Agatha felt a sudden stoppage at the heart which took away her. breath. “Tell me—quick; I shall not be frightened;—he is coming home to-morrow.”
“My dear child!” muttered Duke again, as he held out his hands to her, and she saw that tears were dropping over his cheeks.
Agatha clutched at the hands threateningly—she felt herself going wild. “Tell me, I say. If you don't—I'll——”—
“Hush—I'll tell you—only hush!—think of poor Anne! And there's hope yet. Only they have not come into Southampton-roads—and last night there was a fire seen far out at sea—and it might have been a ship, you know.”
Thus disconnectedly Marmaduke broke his terrible news. Agatha received them with a wild stare.
“It's impossible—totally impossible,” she cried, uttering sounds that were half shrieking, half laughter. “Absolutely, ridiculously impossible. I'll not believe it—not a word. It's impossible— impossible!”
And gasping out that one word, over and over again, fiercely and fast, she walked up and down the room like one distraught. She was indeed quite mad. She had not any sense of anything. She never once thought of weeping, or fainting, or doing anything but shriek out to earth and Heaven that one denunciation—that such a thing was and must be—“impossible!”
Marmaduke caught her—she flung him aside.
“Don't touch me—don't speak to me! I say it's impossible!”
“Child!” And his look became more grave and commanding than any one would have believed of the Dugdale. “Dare not to say impossible! It is sinning against God.”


What you should do ->
Report each line of the listing below that holds "Marktanalyse".
Top of Data in this exercise
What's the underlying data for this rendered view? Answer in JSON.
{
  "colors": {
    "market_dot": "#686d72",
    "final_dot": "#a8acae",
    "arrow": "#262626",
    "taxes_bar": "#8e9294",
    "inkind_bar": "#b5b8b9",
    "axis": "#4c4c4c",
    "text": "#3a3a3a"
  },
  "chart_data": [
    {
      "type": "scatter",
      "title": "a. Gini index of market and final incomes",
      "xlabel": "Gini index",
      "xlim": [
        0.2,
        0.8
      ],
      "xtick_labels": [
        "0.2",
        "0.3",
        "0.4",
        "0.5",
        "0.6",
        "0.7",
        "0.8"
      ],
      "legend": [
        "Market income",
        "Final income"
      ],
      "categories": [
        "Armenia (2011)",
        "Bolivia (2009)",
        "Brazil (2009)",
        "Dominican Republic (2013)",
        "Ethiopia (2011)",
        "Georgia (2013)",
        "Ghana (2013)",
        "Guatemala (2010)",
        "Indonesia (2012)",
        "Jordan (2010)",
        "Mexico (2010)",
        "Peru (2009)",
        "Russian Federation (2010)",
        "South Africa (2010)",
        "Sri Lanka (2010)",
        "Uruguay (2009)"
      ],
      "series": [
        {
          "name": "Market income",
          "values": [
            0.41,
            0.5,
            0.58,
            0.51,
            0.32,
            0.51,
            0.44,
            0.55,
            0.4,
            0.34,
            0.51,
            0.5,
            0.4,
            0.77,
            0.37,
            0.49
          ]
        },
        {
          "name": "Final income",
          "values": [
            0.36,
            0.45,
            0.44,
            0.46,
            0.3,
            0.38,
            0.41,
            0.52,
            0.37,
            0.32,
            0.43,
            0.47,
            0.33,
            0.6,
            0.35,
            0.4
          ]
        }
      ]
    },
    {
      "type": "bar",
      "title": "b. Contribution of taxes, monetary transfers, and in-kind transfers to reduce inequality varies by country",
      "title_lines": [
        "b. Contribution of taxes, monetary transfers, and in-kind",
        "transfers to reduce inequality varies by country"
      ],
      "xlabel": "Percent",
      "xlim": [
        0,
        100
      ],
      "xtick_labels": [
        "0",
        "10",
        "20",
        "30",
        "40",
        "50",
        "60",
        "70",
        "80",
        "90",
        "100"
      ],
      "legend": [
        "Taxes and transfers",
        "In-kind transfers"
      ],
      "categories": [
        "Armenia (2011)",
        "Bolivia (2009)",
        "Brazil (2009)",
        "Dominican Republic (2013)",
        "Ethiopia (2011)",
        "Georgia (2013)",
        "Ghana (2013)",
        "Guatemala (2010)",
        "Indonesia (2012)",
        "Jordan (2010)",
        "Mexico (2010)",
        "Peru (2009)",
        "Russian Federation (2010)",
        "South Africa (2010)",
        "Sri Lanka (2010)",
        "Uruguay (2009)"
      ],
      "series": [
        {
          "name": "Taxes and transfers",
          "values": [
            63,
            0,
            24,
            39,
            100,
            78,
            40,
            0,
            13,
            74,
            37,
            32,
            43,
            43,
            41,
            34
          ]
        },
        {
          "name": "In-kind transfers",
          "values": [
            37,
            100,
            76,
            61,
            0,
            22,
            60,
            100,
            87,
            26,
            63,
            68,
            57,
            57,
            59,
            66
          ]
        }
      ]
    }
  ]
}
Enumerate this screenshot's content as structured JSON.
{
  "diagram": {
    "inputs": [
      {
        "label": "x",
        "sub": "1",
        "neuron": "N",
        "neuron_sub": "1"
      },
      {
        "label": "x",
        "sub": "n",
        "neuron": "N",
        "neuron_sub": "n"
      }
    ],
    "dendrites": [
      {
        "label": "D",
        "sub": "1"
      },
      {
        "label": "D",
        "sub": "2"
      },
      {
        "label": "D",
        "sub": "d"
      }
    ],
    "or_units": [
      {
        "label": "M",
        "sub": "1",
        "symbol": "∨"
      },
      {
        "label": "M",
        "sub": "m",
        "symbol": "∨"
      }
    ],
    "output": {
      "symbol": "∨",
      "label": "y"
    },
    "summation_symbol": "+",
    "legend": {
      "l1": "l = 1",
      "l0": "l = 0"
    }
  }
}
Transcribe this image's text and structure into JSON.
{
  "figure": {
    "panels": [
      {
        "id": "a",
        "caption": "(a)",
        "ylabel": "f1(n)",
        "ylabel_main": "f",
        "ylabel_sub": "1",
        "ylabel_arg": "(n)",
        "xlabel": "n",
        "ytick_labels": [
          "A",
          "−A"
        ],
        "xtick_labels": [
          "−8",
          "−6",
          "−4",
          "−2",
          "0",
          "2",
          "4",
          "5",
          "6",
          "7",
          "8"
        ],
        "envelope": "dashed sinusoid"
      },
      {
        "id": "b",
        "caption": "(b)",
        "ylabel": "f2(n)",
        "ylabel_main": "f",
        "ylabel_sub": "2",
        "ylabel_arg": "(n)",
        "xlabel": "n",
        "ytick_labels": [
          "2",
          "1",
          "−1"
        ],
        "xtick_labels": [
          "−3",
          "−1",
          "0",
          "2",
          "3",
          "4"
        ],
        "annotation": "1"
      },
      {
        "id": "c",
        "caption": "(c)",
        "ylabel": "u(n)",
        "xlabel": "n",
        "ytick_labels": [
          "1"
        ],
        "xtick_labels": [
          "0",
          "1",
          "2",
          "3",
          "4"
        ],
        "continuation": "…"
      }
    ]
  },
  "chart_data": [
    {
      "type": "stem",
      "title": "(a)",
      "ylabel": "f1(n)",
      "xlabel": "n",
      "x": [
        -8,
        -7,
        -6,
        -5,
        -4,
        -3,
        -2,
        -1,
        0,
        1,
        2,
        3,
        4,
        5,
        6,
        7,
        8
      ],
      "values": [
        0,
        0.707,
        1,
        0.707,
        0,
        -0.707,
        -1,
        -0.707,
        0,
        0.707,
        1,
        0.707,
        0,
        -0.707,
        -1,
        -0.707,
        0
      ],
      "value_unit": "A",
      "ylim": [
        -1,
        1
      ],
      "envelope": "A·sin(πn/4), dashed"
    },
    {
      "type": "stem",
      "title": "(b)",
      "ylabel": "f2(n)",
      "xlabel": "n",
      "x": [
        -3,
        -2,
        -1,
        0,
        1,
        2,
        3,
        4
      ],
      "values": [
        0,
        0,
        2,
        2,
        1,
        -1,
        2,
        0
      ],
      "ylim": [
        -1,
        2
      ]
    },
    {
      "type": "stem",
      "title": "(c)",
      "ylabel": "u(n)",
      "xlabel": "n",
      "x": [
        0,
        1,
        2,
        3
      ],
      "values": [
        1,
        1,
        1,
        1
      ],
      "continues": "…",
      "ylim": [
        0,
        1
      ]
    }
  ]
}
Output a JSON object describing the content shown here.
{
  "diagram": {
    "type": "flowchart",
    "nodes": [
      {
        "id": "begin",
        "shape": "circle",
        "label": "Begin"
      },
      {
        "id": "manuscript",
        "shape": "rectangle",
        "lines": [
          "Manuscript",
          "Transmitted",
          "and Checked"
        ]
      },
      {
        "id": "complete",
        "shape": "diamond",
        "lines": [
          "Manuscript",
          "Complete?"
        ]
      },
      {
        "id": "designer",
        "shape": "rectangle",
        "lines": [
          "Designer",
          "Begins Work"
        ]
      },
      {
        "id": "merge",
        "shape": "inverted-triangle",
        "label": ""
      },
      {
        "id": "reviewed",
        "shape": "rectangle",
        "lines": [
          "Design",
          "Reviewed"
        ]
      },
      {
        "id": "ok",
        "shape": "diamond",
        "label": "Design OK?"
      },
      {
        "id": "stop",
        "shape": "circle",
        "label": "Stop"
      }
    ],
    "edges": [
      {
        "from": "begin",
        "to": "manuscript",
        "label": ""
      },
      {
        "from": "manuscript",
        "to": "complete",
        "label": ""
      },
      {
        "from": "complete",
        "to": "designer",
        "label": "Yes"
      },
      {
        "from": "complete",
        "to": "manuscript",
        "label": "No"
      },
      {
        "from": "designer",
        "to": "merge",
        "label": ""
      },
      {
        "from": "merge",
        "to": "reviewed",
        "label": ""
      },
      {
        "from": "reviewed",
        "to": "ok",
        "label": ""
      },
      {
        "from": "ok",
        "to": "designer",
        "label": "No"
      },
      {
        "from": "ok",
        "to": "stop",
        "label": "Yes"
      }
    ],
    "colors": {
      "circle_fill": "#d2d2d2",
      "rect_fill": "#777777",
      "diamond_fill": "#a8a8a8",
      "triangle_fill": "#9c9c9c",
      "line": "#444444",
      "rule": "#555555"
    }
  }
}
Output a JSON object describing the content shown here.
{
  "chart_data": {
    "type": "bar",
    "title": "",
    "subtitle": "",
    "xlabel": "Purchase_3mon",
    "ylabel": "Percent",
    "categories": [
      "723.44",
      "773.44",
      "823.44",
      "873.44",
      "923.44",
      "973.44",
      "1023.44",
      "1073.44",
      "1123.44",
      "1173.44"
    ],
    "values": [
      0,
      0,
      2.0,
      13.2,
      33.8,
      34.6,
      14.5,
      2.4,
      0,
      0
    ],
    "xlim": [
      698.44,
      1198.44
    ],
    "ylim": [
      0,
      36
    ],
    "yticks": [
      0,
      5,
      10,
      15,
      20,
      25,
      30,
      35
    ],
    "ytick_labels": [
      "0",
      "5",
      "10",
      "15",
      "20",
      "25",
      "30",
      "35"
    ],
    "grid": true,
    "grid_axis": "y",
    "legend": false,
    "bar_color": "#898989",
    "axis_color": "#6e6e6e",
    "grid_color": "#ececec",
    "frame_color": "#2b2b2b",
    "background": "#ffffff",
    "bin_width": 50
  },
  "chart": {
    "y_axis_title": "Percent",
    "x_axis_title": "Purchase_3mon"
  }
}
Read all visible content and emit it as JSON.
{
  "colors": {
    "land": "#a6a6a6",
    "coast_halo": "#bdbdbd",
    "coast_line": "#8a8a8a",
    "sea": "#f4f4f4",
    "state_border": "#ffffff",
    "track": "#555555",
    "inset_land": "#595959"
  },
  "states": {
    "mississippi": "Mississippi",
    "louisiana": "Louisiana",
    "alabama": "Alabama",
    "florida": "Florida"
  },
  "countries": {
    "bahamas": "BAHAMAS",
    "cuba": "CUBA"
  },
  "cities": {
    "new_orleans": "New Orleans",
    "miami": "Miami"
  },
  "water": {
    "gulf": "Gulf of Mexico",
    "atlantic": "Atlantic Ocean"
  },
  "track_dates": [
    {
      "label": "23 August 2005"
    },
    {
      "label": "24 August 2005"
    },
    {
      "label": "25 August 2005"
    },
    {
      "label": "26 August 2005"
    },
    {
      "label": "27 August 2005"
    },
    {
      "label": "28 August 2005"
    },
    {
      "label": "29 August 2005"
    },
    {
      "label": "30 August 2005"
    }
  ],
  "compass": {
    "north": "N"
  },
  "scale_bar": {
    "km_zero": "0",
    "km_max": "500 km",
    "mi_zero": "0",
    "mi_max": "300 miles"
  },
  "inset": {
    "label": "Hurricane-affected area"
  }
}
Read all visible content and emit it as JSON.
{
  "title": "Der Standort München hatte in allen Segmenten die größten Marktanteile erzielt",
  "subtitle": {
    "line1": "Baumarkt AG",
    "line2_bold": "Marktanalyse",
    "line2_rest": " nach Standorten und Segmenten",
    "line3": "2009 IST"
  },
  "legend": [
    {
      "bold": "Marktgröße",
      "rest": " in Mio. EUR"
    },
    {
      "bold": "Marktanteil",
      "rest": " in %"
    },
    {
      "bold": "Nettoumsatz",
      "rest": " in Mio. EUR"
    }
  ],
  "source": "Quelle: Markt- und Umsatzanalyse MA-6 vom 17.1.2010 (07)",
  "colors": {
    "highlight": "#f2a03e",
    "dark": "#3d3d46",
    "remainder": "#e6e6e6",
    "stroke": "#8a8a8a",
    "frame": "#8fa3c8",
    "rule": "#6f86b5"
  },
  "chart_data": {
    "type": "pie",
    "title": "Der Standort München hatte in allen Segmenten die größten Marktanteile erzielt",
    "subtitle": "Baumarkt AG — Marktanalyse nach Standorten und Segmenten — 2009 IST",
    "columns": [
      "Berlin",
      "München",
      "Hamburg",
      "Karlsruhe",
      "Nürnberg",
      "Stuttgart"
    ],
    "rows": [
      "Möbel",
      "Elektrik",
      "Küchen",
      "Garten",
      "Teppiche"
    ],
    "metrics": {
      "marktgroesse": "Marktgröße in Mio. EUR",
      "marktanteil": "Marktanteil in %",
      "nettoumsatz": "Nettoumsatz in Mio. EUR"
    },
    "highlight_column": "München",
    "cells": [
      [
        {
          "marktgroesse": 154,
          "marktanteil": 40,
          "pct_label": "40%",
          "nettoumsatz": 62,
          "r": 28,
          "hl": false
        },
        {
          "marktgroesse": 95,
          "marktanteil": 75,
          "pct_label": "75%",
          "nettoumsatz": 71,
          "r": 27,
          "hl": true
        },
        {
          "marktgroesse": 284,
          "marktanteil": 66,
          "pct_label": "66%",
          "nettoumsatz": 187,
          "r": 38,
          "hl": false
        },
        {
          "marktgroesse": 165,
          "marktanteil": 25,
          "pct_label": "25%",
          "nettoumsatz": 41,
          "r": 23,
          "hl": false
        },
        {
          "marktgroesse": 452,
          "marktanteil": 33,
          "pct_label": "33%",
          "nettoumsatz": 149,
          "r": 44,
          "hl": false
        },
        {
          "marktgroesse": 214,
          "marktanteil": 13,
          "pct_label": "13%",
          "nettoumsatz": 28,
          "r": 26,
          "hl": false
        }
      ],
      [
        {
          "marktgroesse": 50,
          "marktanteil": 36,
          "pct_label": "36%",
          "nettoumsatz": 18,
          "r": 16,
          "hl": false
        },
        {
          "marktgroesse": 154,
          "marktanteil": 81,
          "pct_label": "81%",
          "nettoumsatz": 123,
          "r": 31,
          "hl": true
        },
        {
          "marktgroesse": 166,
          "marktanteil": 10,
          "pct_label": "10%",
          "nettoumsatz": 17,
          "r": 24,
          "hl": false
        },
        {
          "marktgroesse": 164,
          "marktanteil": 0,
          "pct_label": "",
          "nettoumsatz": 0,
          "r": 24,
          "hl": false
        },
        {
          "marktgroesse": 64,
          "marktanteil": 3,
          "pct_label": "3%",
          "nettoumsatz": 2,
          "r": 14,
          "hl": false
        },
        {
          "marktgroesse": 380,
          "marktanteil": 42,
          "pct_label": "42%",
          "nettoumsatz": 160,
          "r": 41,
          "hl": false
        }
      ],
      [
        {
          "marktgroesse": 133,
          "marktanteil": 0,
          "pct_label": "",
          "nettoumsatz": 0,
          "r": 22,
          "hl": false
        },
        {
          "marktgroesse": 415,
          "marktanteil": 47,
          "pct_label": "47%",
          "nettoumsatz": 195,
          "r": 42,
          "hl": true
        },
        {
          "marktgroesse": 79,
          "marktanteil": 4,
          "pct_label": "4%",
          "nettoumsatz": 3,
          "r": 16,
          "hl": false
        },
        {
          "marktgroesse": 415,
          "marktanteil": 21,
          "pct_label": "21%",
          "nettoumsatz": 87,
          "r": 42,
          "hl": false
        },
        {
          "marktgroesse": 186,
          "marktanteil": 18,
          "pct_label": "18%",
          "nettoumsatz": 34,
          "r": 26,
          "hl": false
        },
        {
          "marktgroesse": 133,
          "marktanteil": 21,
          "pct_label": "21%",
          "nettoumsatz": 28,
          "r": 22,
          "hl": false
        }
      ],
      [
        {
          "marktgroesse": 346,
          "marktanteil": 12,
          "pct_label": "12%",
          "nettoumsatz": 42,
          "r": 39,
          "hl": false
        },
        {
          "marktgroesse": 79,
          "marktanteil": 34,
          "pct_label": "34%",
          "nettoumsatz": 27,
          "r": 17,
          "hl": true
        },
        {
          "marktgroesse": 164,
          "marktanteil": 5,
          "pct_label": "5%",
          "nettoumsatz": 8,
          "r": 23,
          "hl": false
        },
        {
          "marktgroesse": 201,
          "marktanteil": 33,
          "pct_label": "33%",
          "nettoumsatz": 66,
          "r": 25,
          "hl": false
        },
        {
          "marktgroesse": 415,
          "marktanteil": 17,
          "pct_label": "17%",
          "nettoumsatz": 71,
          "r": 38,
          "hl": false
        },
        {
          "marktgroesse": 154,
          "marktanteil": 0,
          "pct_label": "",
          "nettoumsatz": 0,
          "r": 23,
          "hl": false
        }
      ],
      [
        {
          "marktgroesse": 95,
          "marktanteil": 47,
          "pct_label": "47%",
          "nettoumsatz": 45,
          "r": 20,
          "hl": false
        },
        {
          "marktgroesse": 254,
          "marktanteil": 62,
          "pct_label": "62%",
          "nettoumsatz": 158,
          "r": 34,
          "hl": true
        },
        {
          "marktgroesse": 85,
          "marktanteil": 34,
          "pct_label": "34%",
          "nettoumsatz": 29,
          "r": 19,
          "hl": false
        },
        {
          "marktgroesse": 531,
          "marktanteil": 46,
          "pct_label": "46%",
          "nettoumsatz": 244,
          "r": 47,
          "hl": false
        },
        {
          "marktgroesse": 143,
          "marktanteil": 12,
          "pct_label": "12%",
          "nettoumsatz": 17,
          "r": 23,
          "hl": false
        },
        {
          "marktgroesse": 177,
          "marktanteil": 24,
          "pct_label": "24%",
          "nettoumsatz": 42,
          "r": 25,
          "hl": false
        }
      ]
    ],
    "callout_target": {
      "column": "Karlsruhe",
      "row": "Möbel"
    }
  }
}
Bottom of Data in this exercise
Expected answer ->
    "line2_bold": "Marktanalyse",
    "subtitle": "Baumarkt AG — Marktanalyse nach Standorten und Segmenten — 2009 IST",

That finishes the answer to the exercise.